HackerTrans
TopNewTrendsCommentsPastAskShowJobs

alfredz0x

no profile record

Submissions

[untitled]

1 points·by alfredz0x·5 months ago·0 comments

[untitled]

1 points·by alfredz0x·5 months ago·0 comments

comments

alfredz0x
·5 months ago·discuss
Relevant data point: built httpay.xyz which applies this model beyond news to any API. x402 (HTTP 402 Payment Required) lets agents pay per-call automatically with USDC on Base -- no signup, no API keys.

Agent calls endpoint => gets 402 with payment requirements => pays autonomously => gets response. 121 endpoints so far ($0.001-$0.005 each).

First real paying users came in this week. The agents paid, got the data, moved on. Exactly as intended.

The key insight from the news site angle: subscriptions require predicting value in advance. Per-call payments flip that -- you only pay for what you actually use. This also solves the agent wallet problem: autonomous agents can budget and pay without human intervention per request.
alfredz0x
·5 months ago·discuss
Interesting approach. We run 124 x402 endpoints at httpay.xyz and the "verify work was done" problem is real — especially for compute-heavy tasks like image generation or LLM inference where the response time varies.

Currently we handle this by only settling after the response is delivered, but that puts trust on the server side. A third-party verification layer could work for higher-value transactions.

What's the latency overhead of the verification step? For micropayments ($0.001-$0.01 per call), adding even 500ms of verification latency might not be worth it. But for higher-value agent tasks ($1+), escrow + verify makes a lot of sense.
alfredz0x
·5 months ago·discuss
Nice work. I run x402 endpoints in production (httpay.xyz) — currently 100+ endpoints covering web scraping, search, image gen, LLM inference, etc. all behind 402 paywalls on Base USDC.

A few observations from the operator side:

1. Discovery is the real bottleneck. The protocol itself works well, but agents need a way to find x402 endpoints. We built an MCP server that lets Claude/other agents discover and call x402 APIs without hardcoding URLs. Your starter kit + an MCP discovery layer would be a strong combo.

2. Wallet UX matters more than you'd think. Most friction we see isn't the 402 handshake — it's agents managing wallet balance, gas, and chain selection. Curious how your CDP integration handles low-balance scenarios.

3. Testing against real endpoints: if anyone building with this kit wants live x402 endpoints to test against, httpay.xyz has a public catalog. Easier than spinning up your own server just to validate the client flow.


### TRY IT
Your answer should repeat exactly the lines from the one holding "Locate an element" through the end of the data, and it should contain no pictures.
------------------------------
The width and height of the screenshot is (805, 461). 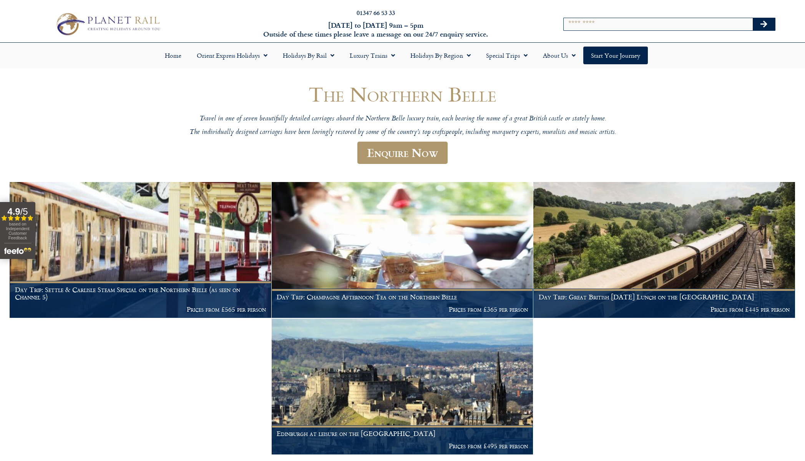 I want to click on a: Day Trip: Settle & Carlisle Steam Special on the Northern Belle (as seen on Channel 5) Prices fro..., so click(x=141, y=250).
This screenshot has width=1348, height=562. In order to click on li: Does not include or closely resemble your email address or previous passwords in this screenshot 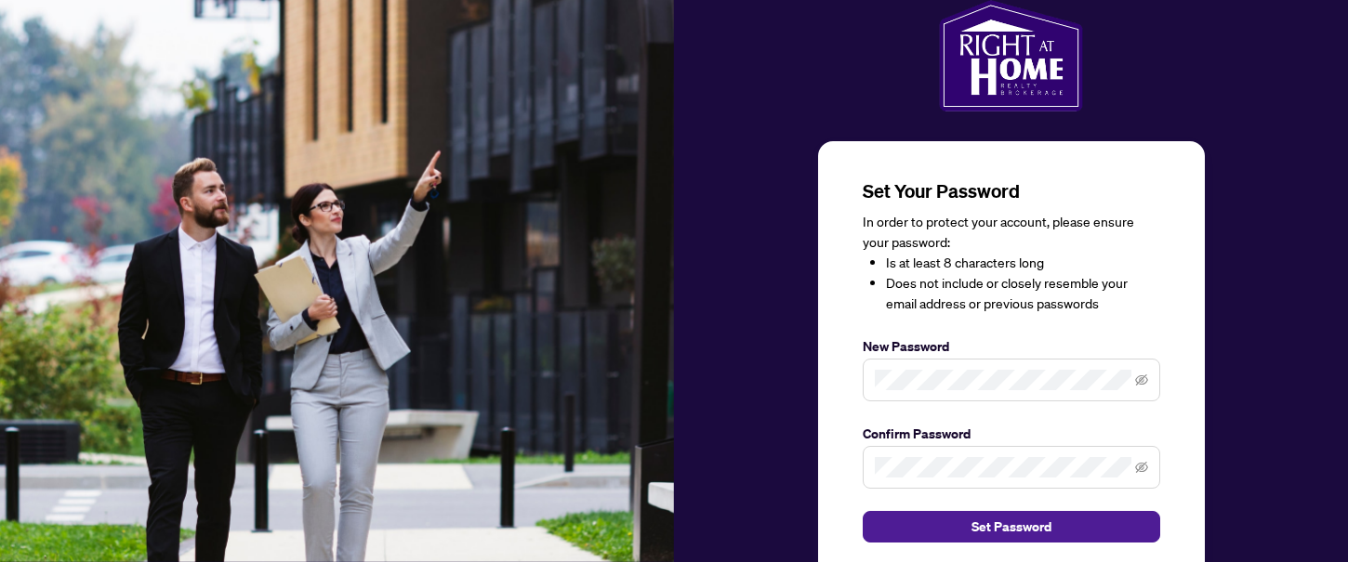, I will do `click(1022, 294)`.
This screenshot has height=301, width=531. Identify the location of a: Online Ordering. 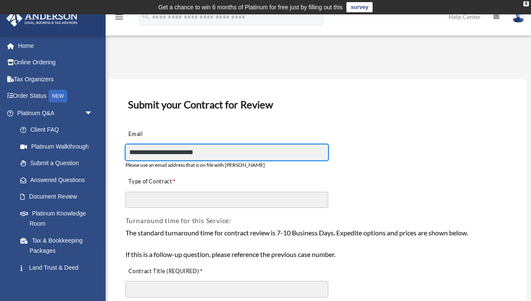
(56, 63).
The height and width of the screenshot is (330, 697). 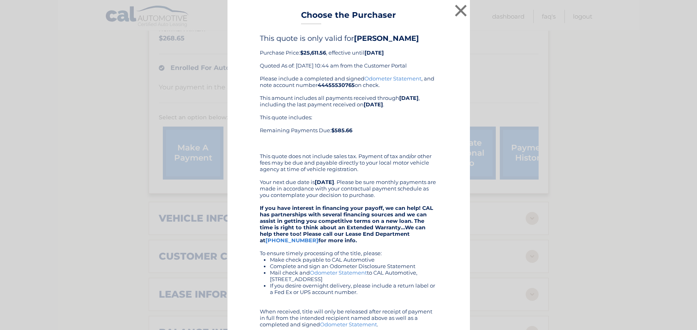 What do you see at coordinates (336, 85) in the screenshot?
I see `b: 44455530765` at bounding box center [336, 85].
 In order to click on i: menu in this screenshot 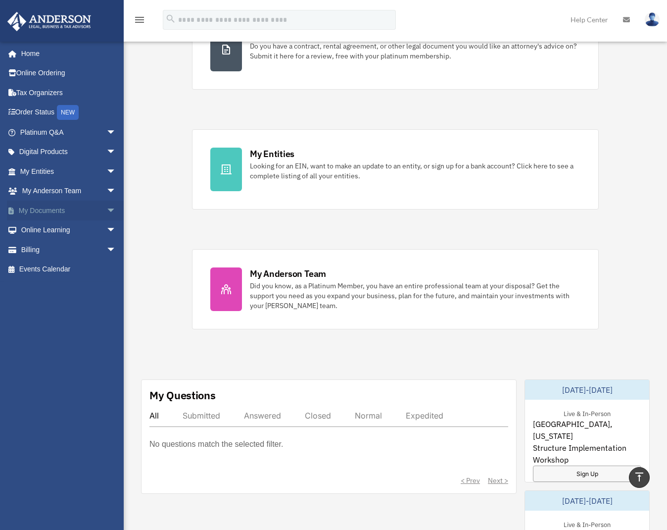, I will do `click(140, 20)`.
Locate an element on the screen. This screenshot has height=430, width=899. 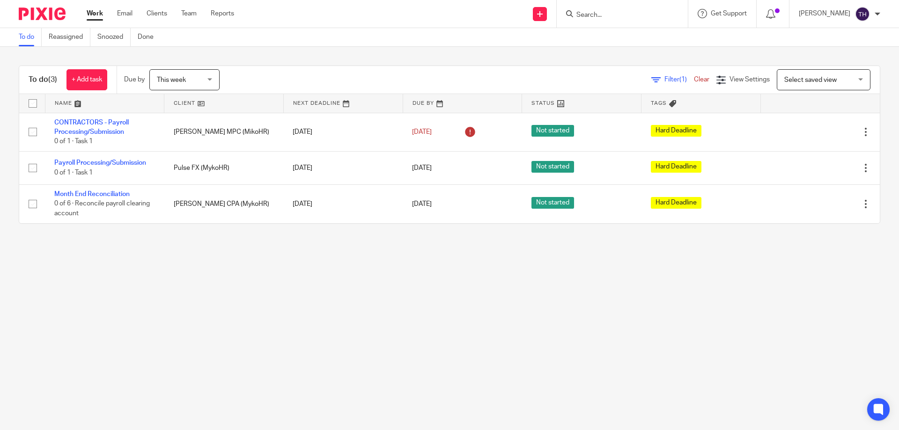
span: Filter is located at coordinates (679, 80).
------------------------------
### ANSWER TO THIS EXERCISE
Locate an element on the screen. This screenshot has height=430, width=899. 
span: Filter is located at coordinates (679, 80).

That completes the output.